Sarah Cameron’s translation and direction of Jon Fosse’s A Summer Day, presented by Rattlestick Playwrights Theater at the Cherry Lane Theatre, unveils the psychological maelstrom which destroys the life of a man and a woman. Starting with two women in a little house by the sea, step by step the play washes us towards the autumn sea and buries us under the freezing cold of the seashore.
It is a pleasantly warm summer day when the Friend of the main character (referred to as the Woman) visits her in the house where she has lived since her husband and she first moved there many years ago. With her friend questioning her perpetual obsession with the view outside the window, we begin to wonder why the woman appears so disoriented, so fragile. The Woman cowers in confusion with the incessant voice of her friend, and yet continues to be fixated by something outside. We begin to wonder: is she waiting for something to appear? As it turns out, only when the friend leaves is the woman truly liberated, as she begins to search back to the autumn of her past, when she lived as a young woman with her husband.
We return to the past with the Younger Woman and her husband (the Man) on stage, while the Older Woman stands by, watching the interactions, and at times even taking a passive part in it. The Woman and her husband have moved to the countryside because the husband—a loner—finds city-life to be nerve-wracking. However, when the Man continues to be anxious, the Woman begins to question whether she, or something within his mind, is the cause of his misery. But the Woman refuses to understand her husband or the sea, which so soothes his anxiety and excites his languidness, because she is afraid. Underneath all the playful tete-a-tete, the Woman and her husband remain in a tug-of-war in which one side hopes to pull the other over: the Woman wants her husband to remain home and spend time with her (outside of the realm of the unknown, which she fears), while the Man wants his wife to understand him (and the part of him that scares her) by going out into the sea.
By the end, it became clear that the woman and the man are one in the same, both wishing for each other to appreciate their values and never seeing those wishes come true. The “inexplicable anxiety” of both parties is hidden behind the facade of happiness, until it finally empties out in moments least expected. Beneath everything, there is always unhappiness at the present state of being and a desire for change in each other rather than themselves. Never would the Woman have imagined that the uncomfortable cycle of going out to the sea and coming back home would end. It is only when the Woman discovers the neatly folded clothes in the Man’s bedroom does she realize that he is saying “goodbye.”
In the end, is the woman more afraid of the turbulent waters that have threatened to topple her before, even more so than her love for her husband? If she really loves her husband, why does she urge him to go out, on that autumn day? It turns out that she, too, is confounded by her own suspicion of her husband’s mental illness, and wants to suppress it, even if it hurts her. This is why she goes back repeatedly, either to welcome her friend or bring her friend back home when she foresees that something evil is brewing in air.
The euphoria in the last scene occurs only when her last bond to society, symbolized by her friend, leaves her alone. Only then could she open the window once more and feel herself be a person again. But because of this, she lives in the past, and no longer in the present.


WORK REQUEST
Range to copy from the entries below: the line containing "Identify the location of span: Main" through the line containing "The image size is (549, 261).", inclusive. Retype only those lines, exactly, without any images.

—————

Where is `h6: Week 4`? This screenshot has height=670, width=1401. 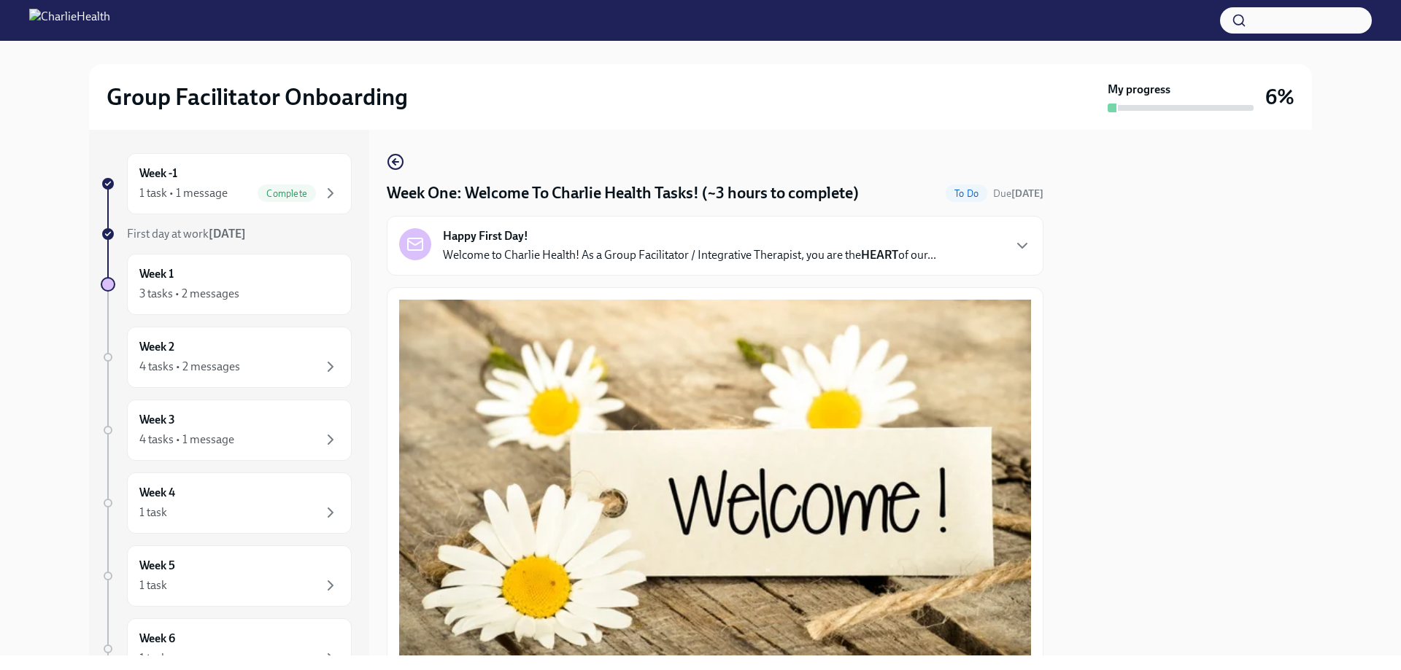
h6: Week 4 is located at coordinates (157, 493).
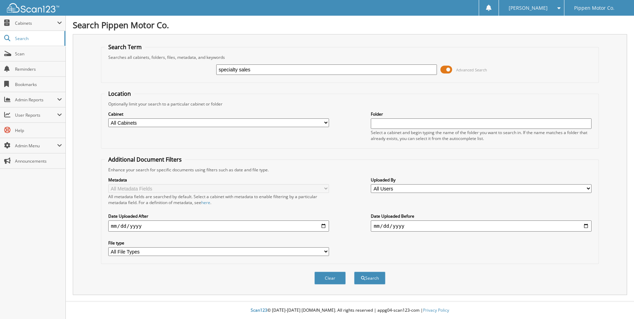 The height and width of the screenshot is (319, 634). I want to click on span: Announcements, so click(38, 161).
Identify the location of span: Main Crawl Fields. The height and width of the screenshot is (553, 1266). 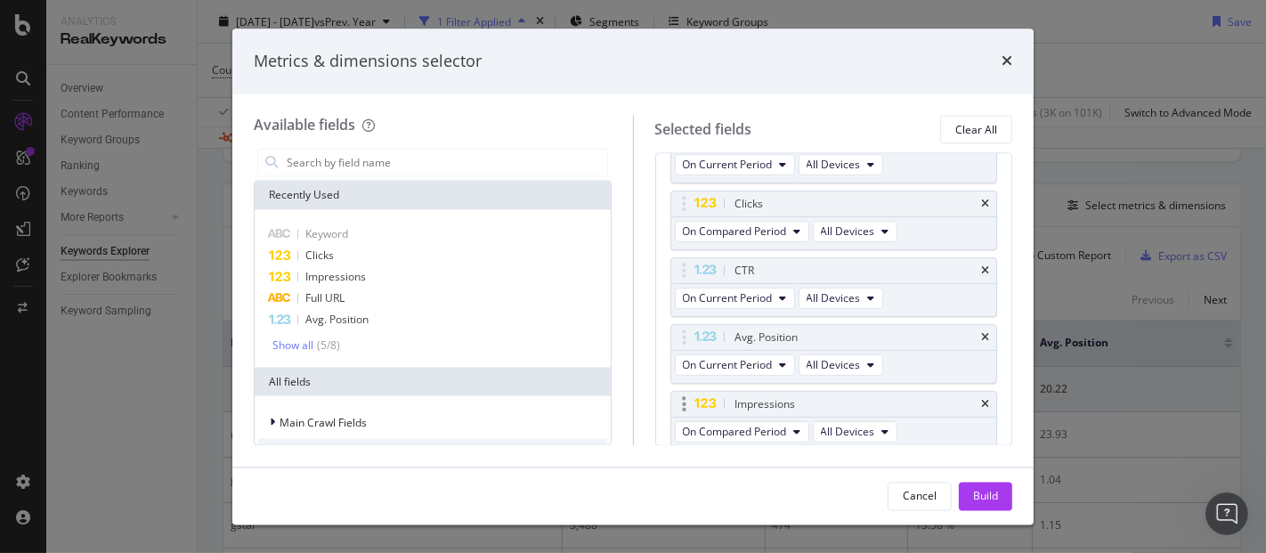
(323, 422).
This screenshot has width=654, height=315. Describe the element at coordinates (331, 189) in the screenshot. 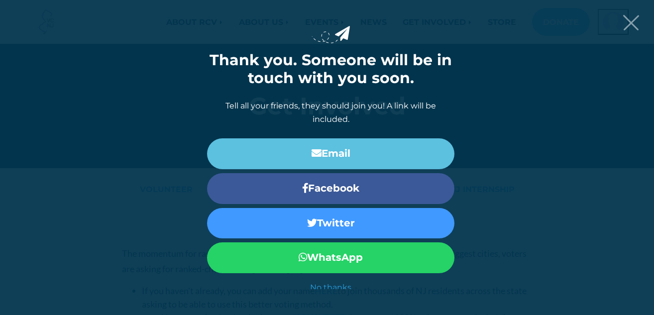

I see `a: Facebook` at that location.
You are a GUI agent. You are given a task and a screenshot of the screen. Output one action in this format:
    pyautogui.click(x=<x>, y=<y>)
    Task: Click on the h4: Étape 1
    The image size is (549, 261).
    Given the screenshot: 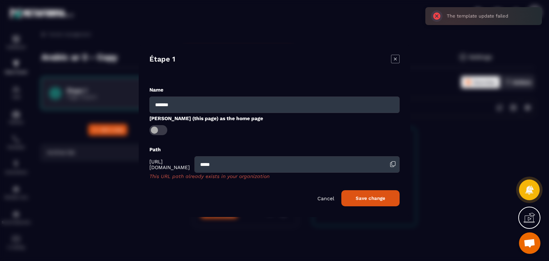 What is the action you would take?
    pyautogui.click(x=162, y=60)
    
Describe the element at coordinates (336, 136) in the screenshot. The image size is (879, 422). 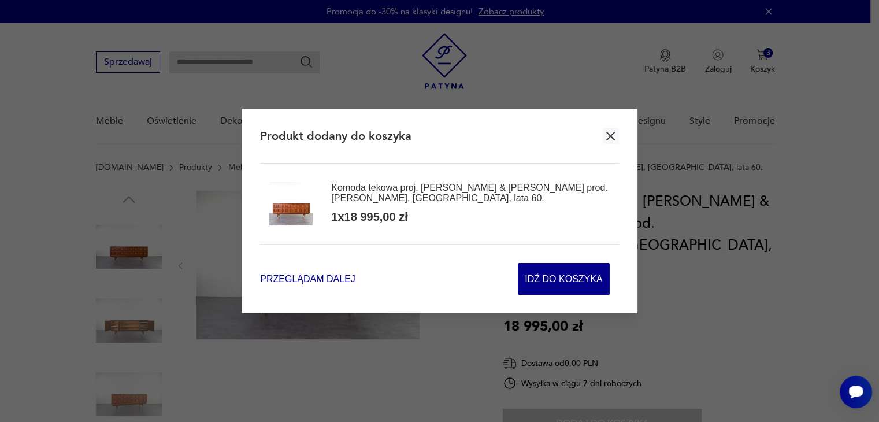
I see `h2: Produkt dodany do koszyka` at that location.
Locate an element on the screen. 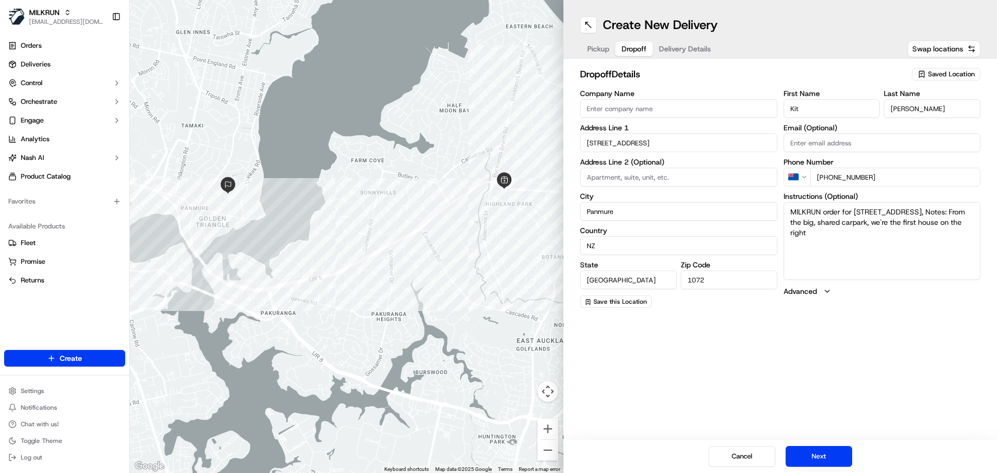 The width and height of the screenshot is (997, 473). label: Country is located at coordinates (679, 231).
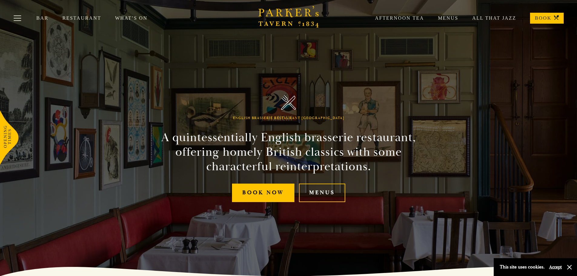 The width and height of the screenshot is (577, 276). I want to click on img: Parker's Tavern Brasserie Cambridge, so click(288, 102).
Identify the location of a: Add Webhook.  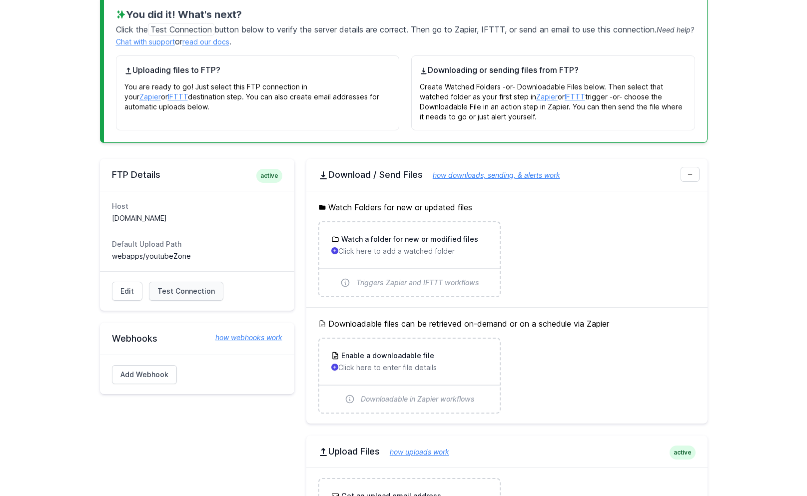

—————

RESPONSE
Identify the location of span: Main Crawl Fields. The height and width of the screenshot is (553, 1266). 
(323, 422).
This screenshot has width=654, height=315. Describe the element at coordinates (331, 189) in the screenshot. 

I see `a: Facebook` at that location.
You are a GUI agent. You are given a task and a screenshot of the screen. Output one action in this format:
    pyautogui.click(x=<x>, y=<y>)
    Task: Click on the h4: Étape 1
    The image size is (549, 261).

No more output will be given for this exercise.